Here is a convolute that I’ve made from your poems. I took a line or two or three from each of the forty poems in your book and created another poem. Read it aloud. Listen for your line. You’ll be surprised how these disparate lines—from such diverse poets as you—can actually create a rational whole, showing us just how tied to each other we all are. I am honored to have made a convolute with your words.

Congratulations on your poetry. Keep writing!

The Child Speaks

A Convolute from 40 Parkmont Poems, 2018

The Child took the Elder’s hands and whispered of the twilit sky. A whisper looks like a shooting star.

“I can’t be touched,” the Child said to the Elder. “I’m like a wildflower, and your nectar flows through the caverns of my consciousness,

as I drive toward the red, yellow, pink and purple horizon.

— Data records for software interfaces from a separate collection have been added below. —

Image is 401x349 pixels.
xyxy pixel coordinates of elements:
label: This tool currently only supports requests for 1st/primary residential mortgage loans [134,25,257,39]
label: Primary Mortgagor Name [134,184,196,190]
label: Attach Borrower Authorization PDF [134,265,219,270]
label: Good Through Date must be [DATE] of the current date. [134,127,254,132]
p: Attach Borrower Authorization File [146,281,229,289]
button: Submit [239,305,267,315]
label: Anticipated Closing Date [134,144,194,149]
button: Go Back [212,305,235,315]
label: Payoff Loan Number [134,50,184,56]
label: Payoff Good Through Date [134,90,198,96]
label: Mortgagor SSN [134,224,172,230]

I am a butterfly seeking the light, wings high in the air, a pallet of colors.

I’m tiptoeing like I’m dancing. I was raised by a TV-is-a-waste-of-your-brainpower kind of mother. I’m lonely when she’s not here, and the cry

of daybreak creeps through my slitted shades. We know the harsh truth of how our parents are unseen, but they love me to the moon and back.

 

On the highest branch, leaves uncurl and, still delicate, rise to meet a new sun. Struggle is fire to me, the pain I face every day. To the icy cold the fire surrenders.

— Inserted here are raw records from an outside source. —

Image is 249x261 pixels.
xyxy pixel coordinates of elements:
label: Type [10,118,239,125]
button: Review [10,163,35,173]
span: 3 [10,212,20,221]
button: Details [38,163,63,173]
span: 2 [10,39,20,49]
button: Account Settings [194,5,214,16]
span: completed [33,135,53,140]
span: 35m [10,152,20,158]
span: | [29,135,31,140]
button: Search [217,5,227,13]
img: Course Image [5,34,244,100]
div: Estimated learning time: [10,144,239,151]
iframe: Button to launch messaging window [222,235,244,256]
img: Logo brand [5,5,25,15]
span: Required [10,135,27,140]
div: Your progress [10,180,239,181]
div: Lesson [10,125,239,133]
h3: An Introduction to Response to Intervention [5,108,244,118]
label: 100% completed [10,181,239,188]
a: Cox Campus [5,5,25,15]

Only the fiery sun remains to listen to my pleas. The brilliant idea of it feels like a surprise burst into bright light like a hand moving

through the soft waves of the blue ocean. How will the lion pride’s roar echo through the winds and sky? I paint my skies

pink and blue and white, and all the pearly colors make my heart pound. A swing, a white tint, the sun coming down lovely.

Would you care to look at my painting? Who are you?—you, the steam on the mirror after a hot bath. I have never been here, clouds grey overhead too.

I give notice to the fog and breathe it in yellow. If you ask me my name I won’t hear you, I’m deaf as a sunflower, tumbling through

choking wind from a phosphorescent dandelion field. The gates are shut tight. Not even hope can come from Pandora’s box. My heart is crying.

 

I am dead like the day, and my shadow is talking for me, lying on the floor, coiled up. And in telling this story I haven’t yet rhymed.

[Poetry] strolls down the sunny streets in flip-flops. A poem is the tiny voice inside one’s head that cries to be let out. Silence is itself a season,

and almost unbearable. We don’t just say the words, which are thrown around like they don’t pierce flesh. I will always seem trapped inside a box,

Sadness’s laptop—the smell of burnt rubber and of lies that have been whispered in the street, looking like broken glass, shattered in the sky.”

The Elder offered the Child a cookie. “I taste the cookie,” the Child said. “It’s sweet and full of hope.”

In our 38-year history, 2020 marked the first year that we did not assemble in fellowship and solidarity to support our winning poets as they shared their verse at the podium. In lieu of our in-person Festival and Reading, originally scheduled for Saturday, May 2, the 38th annual Parkmont Poetry Festival celebrated our 40 winners by compiling videos of each poet reading their winning verse.
Our 39th annual festival was held on Saturday, May 1 as a Zoom webinar. Please enjoy this recording of the event. These wonderful young poets make the screen feel as intimate as the live room, and their poetry is vibrant and thrilling!
In our 38-year history, 2020 marked the first year that we did not assemble in fellowship and solidarity to support our winning poets as they shared their verse at the podium. In lieu of our in-person Festival and Reading, originally scheduled for Saturday, May 2, the 38th annual Parkmont Poetry Festival celebrated our 40 winners by compiling videos of each poet reading their winning verse.
Videographer Elizabeth Dausch created a documentary that serves as an introduction to the Parkmont Poetry Festival. View it to learn the origins of our Festival.